North
Korea raises prospect of detaining South Koreans at complex
Send a link to a friend
[January 27, 2015]
By Ju-min Park
SEOUL (Reuters) - North Korea has said it
can detain South Korean workers at an joint industrial park in the event
of a dispute with their companies, South Korea said on Tuesday, in the
latest ruling that could hurt confidence in the factory complex.
|
The Kaesong Industrial Complex is just on the North Korean side of
the two Koreas' heavily defended border and is one of the few
examples of cooperation between the rivals. It is also a major
source of revenue for the poor North.
North Korea shut down the complex for five months in 2013, during a
period of diplomatic tension. South Korea has 125 companies there,
most of them small- and medium-sized firms, employing 53,000
relatively cheap North Korean workers.
In September, the North added a regulation allowing it to detain
South Korean workers if their companies failed to live up to their
contracts, if the confiscation of property did not cover potential
losses, South Korea said.
A South Korean business representative said the rule, which the
South disclosed on Tuesday, could hurt investment.
"When you run a business, you can pull out due to worsening
management conditions or go bankrupt for other reasons, but physical
detention can be frustrating and squeeze investment," Yoo
Chang-geun, vice chairman of the Corporate Association of Kaesong
Industrial Complex, said on Tuesday in an interview.
"This is not right."
Hundreds of South Koreans commute over the border to the complex
every day and more than 200 stay there on a longer-term basis.
South Korea's Unification Ministry, which handles ties with the
North, said it had protested against the rule and demanded that it
be dropped, but there had been no response.
[to top of second column] |
A ministry official said the rule violated agreements between the
North and South on the factory zone.
"There can be no basis for detention," the official said.
Kaesong has been an important source of revenue for the North since
it opened in 2005 with more than $90 million a year in wages paid to
a North Korean state agency that manages it.
During the 2013 crisis, the North kicked out most South Koreans
working there but briefly held back seven people over a complaint
about unresolved financial issues.
Despite his misgivings about the rule, Yoo, who runs a machinery
parts plant employing 400 North Koreans, said he was in Kaesong to
stay.
"North Korean workers are skillful and the quality of our products
is very good," he said.
(Editing by Jack Kim and Robert Birsel)
[© 2014 Thomson Reuters. All rights
reserved.]
Copyright 2014 Reuters. All rights reserved. This material may not be published,
broadcast, rewritten or redistributed.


What you will do: Copy each line of the entries below that contains the string "base".
══ Records to process ══
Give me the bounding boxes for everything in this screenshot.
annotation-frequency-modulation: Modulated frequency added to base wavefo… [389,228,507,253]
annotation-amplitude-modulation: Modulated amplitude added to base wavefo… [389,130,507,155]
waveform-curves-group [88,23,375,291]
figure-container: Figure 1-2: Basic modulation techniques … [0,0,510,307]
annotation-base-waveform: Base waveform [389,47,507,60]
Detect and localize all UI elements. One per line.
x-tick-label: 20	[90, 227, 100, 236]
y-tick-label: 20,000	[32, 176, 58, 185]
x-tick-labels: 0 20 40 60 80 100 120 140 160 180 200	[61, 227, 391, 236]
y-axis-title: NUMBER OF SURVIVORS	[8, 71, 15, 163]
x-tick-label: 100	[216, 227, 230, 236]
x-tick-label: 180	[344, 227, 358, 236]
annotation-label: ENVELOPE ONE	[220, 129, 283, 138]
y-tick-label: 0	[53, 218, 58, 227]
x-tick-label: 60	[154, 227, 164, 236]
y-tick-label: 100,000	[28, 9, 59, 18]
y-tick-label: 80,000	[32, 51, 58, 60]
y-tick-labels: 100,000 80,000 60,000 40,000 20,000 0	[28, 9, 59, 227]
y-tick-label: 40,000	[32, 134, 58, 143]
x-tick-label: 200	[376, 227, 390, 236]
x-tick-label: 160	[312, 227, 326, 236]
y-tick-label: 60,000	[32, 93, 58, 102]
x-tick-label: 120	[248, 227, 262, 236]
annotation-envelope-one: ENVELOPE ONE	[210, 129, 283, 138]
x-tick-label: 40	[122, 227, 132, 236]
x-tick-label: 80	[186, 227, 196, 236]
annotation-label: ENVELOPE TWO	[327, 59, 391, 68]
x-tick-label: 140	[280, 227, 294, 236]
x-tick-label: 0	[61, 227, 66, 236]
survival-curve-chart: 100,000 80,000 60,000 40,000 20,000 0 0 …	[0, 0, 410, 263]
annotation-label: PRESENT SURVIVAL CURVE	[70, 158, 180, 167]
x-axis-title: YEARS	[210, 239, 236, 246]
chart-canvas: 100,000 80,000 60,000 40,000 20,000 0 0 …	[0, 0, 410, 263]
═══
Response:
annotation-frequency-modulation: Modulated frequency added to base wavefo… [389,228,507,253]
annotation-amplitude-modulation: Modulated amplitude added to base wavefo… [389,130,507,155]
annotation-base-waveform: Base waveform [389,47,507,60]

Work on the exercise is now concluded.